This page opposes the building of a 1,700-mile pipeline called the Keystone XL, which would carry diluted bitumen — an acidic crude oil — from Canada’s Alberta tar sands to the Texas Gulf Coast. We have two main concerns: the risk of oil spills along the pipeline, which would traverse highly sensitive terrain, and the fact that the extraction of petroleum from the tar sands creates far more greenhouse emissions than conventional production does.
Tar Sands and the Carbon Numbers – NYTimes Opposes Keystone Pipeline
22 AugWill North America Be the New Middle East? | The Nation
10 AugThere’s an even bigger reason to oppose the pipeline, one that should be on the minds of even those of us who live thousands of miles away: Alberta’s tar sands are the continent’s biggest carbon bomb. Indeed, they’re the second largest pool of carbon on planet Earth, following only Saudi Arabia’s slowly dwindling oilfields.
If you could burn all the oil in those tar sands, you’d run the atmosphere’s concentration of carbon dioxide from its current 390 parts per million (enough to cause the climate havoc we’re currently seeing) to nearly 600 parts per million, which would mean if not hell, then at least a world with a similar temperature.
via Will North America Be the New Middle East? | The Nation.
Scientists map religious forests and sacred sites
1 AugThe Oxford researchers estimate that religious groups own about eight per cent of land across round the globe, much of it being covered in forest, and about 15 per cent of the world’s surface is ‘sacred land’ – land that has ‘sacred’ connotations rather than being necessarily owned by faith communities….
The Oxford research team is engaged, firstly, in investigating what legal or official data exists on boundary lines and the rights to the land. Once the status of the land and its boundaries are known, the geographical co-ordinates can be entered onto their database at the Biodiversity Institute.
The researchers will work with groups of many different faiths: those who manage the sacred groves in India, the Shinto shrines in Japan, and the Ethiopian Orthodox Church, which owns 300 fragments of forest including the last remnants of Afro-montane tropical forest containing rare and endangered insects. The religious sites appear to contain a high proportion of species that feature on the IUCN’s Red List (of threatened species).
The Root of the Problem | The Scientist
1 AugLove the microbes, they connect us all to the soil, water, and air.
In all the work being done to illuminate and quantify the importance of belowground dynamics in driving the carbon cycle, the central message is similar: to better understand ecosystem functioning and its response to global change, we must consider feedbacks among plants, microbes, and soil processes. It’s clear that root carbon transfer and resulting carbon cascades through the plant-microbial-soil system play a primary role in driving carbon-cycle feedbacks and in regulating ecosystem responses to climate change.
A Look Into the Ocean’s Future – NYTimes.com
17 JulA new report by an international coalition of marine scientists makes for grim reading. It concludes that the oceans are approaching irreversible, potentially catastrophic change.
The experts, convened by the International Program on the State of the Ocean and the International Union for Conservation of Nature, found that marine “degradation is now happening at a faster rate than predicted.” The oceans have warmed and become more acidic as they absorbed human-generated carbon dioxide from the atmosphere. They are also more oxygen-deprived, because of agricultural runoff and other anthropogenic causes.
State Of The Ocean: ‘Shocking’ Report Warns Of Mass Extinction From Current Rate Of Marine Distress
22 JunIf the current actions contributing to a multifaceted degradation of the world’s oceans aren’t curbed, a mass extinction unlike anything human history has ever seen is coming, an expert panel of scientists warns in an alarming new report.
via State Of The Ocean: ‘Shocking’ Report Warns Of Mass Extinction From Current Rate Of Marine Distress.
What Trees are Appropriate for Your Area?
16 JunThe Arbor Day Foundation has recently completed an extensive updating of U.S. Hardiness Zones based upon data from 5,000 National Climatic Data Center cooperative stations across the continental United States.
* See a map highlighting changes between 1990 and 2006.
* Find your hardiness zone.
* See a map of Alaska and Hawaii.
* See suggested trees for your region.
Geo-Engineering Can Help Save the Planet – NYTimes.com
11 JunA significant amount of CO2 can be withdrawn by ecosystem restoration on a planetary scale. That means reforestation, restoring degraded grasslands and pasturelands and practicing agriculture in ways that restore carbon to the soil. There are additional benefits: forests benefit watersheds, better grasslands provide better grazing and agricultural soils become more fertile.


▸ TASK DIRECTIONS: Tally how many lines in the material include the word "style", then give that figure by itself.

▸ DATA TO USE:
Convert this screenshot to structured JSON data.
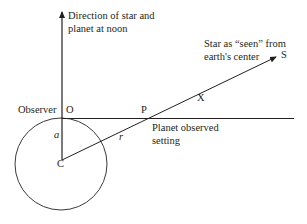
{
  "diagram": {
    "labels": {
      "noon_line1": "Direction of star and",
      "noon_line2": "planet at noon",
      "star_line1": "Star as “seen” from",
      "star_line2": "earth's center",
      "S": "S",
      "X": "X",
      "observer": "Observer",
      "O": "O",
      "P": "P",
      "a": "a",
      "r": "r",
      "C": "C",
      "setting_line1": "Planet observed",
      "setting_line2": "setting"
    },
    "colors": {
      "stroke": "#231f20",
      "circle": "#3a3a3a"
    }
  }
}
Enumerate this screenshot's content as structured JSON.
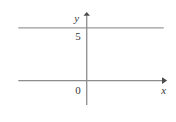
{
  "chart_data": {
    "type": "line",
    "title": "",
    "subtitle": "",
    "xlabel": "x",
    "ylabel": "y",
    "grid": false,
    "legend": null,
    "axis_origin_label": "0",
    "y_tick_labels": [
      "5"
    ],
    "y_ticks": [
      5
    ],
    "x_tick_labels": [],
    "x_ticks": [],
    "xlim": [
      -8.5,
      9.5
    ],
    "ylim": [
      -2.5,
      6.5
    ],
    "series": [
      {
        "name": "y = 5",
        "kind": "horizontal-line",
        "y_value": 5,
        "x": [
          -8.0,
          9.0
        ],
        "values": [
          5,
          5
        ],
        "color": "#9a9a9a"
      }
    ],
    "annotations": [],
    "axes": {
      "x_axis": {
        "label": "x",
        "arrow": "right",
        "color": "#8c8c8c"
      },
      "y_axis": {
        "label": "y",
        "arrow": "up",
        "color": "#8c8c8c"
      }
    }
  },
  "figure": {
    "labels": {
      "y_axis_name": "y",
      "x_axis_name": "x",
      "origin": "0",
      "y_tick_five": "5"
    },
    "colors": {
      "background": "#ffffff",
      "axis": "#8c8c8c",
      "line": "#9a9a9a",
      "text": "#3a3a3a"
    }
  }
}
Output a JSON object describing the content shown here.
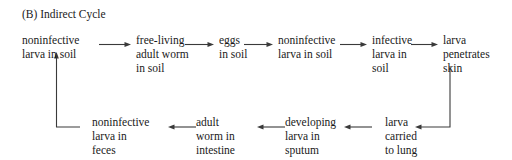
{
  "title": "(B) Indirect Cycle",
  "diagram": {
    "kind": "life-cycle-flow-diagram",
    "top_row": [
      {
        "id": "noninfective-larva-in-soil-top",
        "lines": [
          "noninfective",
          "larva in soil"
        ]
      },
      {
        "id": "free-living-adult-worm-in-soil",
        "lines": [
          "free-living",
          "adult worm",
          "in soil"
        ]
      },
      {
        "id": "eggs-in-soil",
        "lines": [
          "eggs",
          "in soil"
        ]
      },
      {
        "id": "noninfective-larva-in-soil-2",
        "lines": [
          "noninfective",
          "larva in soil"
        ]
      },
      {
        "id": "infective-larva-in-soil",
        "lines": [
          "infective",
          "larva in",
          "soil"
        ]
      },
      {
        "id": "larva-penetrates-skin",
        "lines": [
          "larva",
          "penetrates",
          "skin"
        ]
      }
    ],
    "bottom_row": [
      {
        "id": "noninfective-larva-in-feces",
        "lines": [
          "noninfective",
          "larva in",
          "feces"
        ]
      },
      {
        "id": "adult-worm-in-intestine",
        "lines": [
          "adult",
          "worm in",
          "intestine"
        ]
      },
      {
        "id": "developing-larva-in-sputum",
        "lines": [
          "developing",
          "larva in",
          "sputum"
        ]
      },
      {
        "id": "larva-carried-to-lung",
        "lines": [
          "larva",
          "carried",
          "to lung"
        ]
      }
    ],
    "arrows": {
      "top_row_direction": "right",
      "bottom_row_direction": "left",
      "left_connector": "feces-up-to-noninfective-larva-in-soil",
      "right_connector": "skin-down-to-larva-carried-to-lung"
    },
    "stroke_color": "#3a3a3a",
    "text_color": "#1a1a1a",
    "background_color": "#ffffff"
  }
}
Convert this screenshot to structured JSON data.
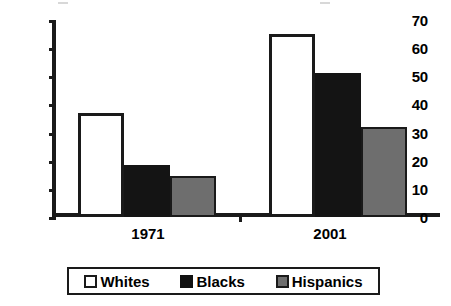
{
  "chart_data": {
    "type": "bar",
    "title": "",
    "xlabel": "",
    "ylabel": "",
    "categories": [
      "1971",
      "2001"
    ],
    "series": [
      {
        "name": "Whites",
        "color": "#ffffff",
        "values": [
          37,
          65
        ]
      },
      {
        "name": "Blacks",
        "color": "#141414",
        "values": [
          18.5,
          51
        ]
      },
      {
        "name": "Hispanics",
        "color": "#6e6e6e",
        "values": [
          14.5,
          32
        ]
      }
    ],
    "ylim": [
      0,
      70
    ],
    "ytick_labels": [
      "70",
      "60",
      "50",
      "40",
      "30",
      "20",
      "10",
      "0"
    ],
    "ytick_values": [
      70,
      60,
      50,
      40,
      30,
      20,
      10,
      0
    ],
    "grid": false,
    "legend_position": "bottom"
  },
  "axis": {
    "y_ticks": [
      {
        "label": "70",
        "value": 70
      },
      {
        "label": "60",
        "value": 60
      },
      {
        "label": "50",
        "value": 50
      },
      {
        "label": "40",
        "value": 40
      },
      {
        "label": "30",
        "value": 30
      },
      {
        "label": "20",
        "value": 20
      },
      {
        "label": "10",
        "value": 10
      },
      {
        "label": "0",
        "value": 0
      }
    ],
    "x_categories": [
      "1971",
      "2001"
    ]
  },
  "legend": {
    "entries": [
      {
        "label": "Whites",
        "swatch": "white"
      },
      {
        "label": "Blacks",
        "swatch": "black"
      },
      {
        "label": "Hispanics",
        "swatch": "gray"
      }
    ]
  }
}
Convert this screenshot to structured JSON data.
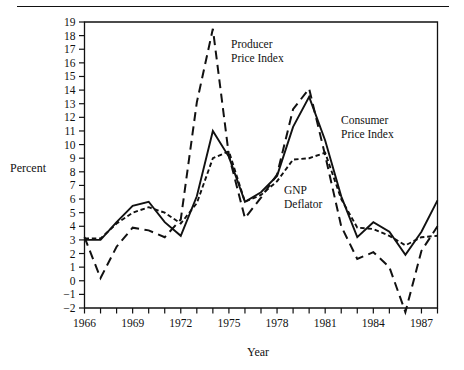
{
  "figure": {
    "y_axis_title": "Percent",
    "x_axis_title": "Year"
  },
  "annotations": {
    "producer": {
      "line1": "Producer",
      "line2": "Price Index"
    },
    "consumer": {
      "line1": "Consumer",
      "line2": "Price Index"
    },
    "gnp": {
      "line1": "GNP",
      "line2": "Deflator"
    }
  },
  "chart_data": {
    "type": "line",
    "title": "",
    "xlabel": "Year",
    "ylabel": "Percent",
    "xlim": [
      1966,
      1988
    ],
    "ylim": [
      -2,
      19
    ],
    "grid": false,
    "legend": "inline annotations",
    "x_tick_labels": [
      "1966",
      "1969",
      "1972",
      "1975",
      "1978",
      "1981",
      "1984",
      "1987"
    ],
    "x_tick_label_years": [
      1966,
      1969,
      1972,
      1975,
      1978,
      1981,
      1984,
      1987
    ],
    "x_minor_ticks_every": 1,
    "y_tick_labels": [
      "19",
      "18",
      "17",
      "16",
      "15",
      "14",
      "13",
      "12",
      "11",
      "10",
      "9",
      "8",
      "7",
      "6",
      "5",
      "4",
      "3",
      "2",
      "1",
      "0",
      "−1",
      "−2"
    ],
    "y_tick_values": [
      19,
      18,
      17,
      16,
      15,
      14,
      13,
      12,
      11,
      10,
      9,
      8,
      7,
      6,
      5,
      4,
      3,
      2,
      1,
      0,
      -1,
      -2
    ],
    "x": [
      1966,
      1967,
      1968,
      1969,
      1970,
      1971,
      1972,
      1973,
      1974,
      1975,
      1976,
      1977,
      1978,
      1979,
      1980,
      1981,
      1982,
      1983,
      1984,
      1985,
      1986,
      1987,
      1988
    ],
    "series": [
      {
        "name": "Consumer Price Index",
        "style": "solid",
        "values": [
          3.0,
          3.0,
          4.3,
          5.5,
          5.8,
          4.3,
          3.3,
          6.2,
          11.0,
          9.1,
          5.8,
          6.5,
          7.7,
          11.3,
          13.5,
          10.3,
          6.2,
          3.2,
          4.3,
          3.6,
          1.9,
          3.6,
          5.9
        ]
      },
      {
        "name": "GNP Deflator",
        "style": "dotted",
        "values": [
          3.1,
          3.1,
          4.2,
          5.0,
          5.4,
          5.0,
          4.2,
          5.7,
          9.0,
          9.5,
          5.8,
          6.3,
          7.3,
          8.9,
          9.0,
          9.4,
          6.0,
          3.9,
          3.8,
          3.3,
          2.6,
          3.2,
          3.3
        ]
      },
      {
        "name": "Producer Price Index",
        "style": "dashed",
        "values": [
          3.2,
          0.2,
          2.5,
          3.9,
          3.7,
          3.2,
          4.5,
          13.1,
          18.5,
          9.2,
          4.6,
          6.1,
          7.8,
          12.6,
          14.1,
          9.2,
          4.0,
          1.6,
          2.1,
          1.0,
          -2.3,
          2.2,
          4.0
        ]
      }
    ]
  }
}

▸ RESULT OF THE TASK: 3